Rose Gottemoeller, former Undersecretary of State for arms control, urged a practical middle ground: a one-year extension of New START coupled with a return to full verification, including on-site inspections.
Such a window, she said, would buy Washington critical time to prepare “without the added challenge of a Russian Federation, newly released from New START limitations, embarking on a rapid upload campaign.”
Further complicating the Russia picture is Moscow’s increasingly tight embrace of North Korea.
Risch warned that Russia is “likely providing technical expertise on advanced space and military capabilities” to Pyongyang, trading knowledge for wartime support in Ukraine–an axis with implications far beyond the Donbas.
China catch: Breathtaking pace
Even as Russia commands today’s attention, the committee’s long-term anxiety clearly centers on Beijing. Senators of both parties now treat China as a true nuclear peer–one racing toward parity at a pace unseen in the modern era.
Risch underscored that China exhibits “little to no interest” in arms control and is pursuing the fastest-growing nuclear buildup of any state.
Billingslea’s testimony supplied the most arresting figures: China now fields more than 600 operational warheads, is ahead of schedule to reach 1,000 by 2030, and is on track to reach at least 1,500 by 2035–rivaling the current US and Russian deployed arsenals.
The discovery of three new Chinese ICBM fields, he said, offers unmistakable proof of the scale and intent behind the expansion.
There was broad agreement on one point: the world will eventually need a trilateral framework restraining all three nuclear giants–Russia, China, and the United States.
But agreement ended there. Republicans view the looming New START deadline as leverage to force a new posture. Democrats see it as a bridge to preserve stability until engagement with China becomes possible.
The Commission on the Strategic Posture of the United States has already labeled this moment a “decisive decade,” and senators on both sides made clear they feel the weight of that warning.
Post–Cold War endgame
What emerged from the hearing was a clear consensus on only one thing: the Cold War’s nuclear order is gone.

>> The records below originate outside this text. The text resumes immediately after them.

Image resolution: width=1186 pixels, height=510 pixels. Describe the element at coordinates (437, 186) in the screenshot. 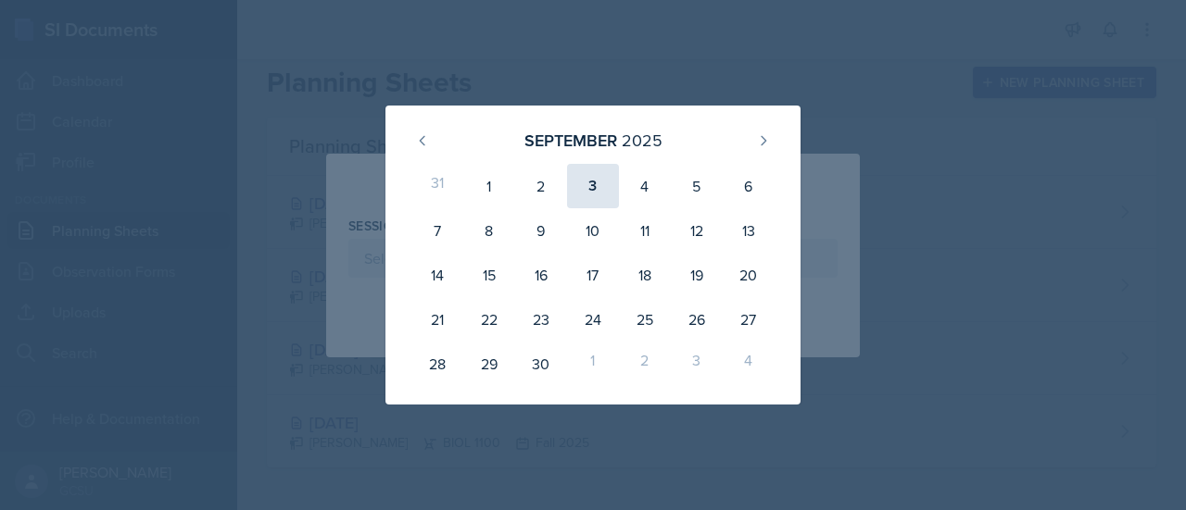

I see `div: 31` at that location.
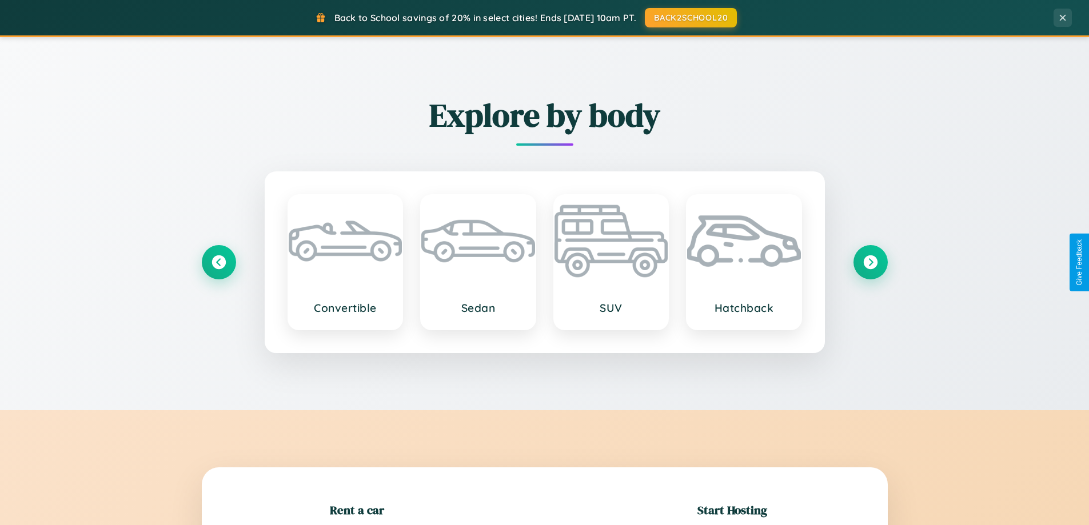  Describe the element at coordinates (744, 308) in the screenshot. I see `h3: Hatchback` at that location.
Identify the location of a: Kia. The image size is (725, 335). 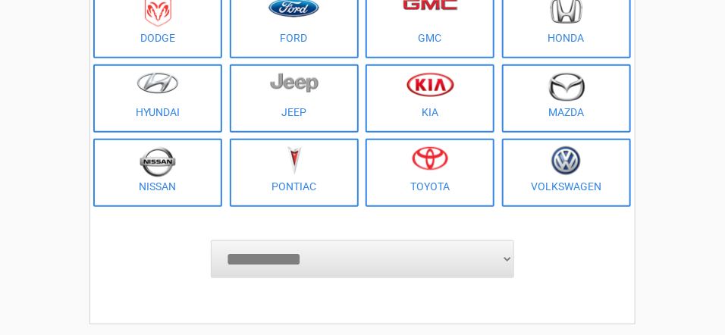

In its place stands a new great-power contest born of Russia’s war in Ukraine and China’s breakneck buildup.
The real debate now is not whether change is coming, but how Washington should shape it–through renewed arms control, through rapid US modernization, or some uneasy combination of the two.
The clock on New START is ticking fast. Whether the US chooses to extend it, scrap it, or retrofit it for an age of competing nuclear peers will define America’s deterrence strategy for a generation.
And the emerging view on Capitol Hill is that the next era of nuclear doctrine must be built for a world with three rivals, not one–a paradigm shift that will eventually force the White House to decide which threats to prioritize, and which risks to accept.
In other words: the future of the nuclear order may hinge not only on Ukraine’s fate, but on how Washington chooses to rewrite rules that no longer exist.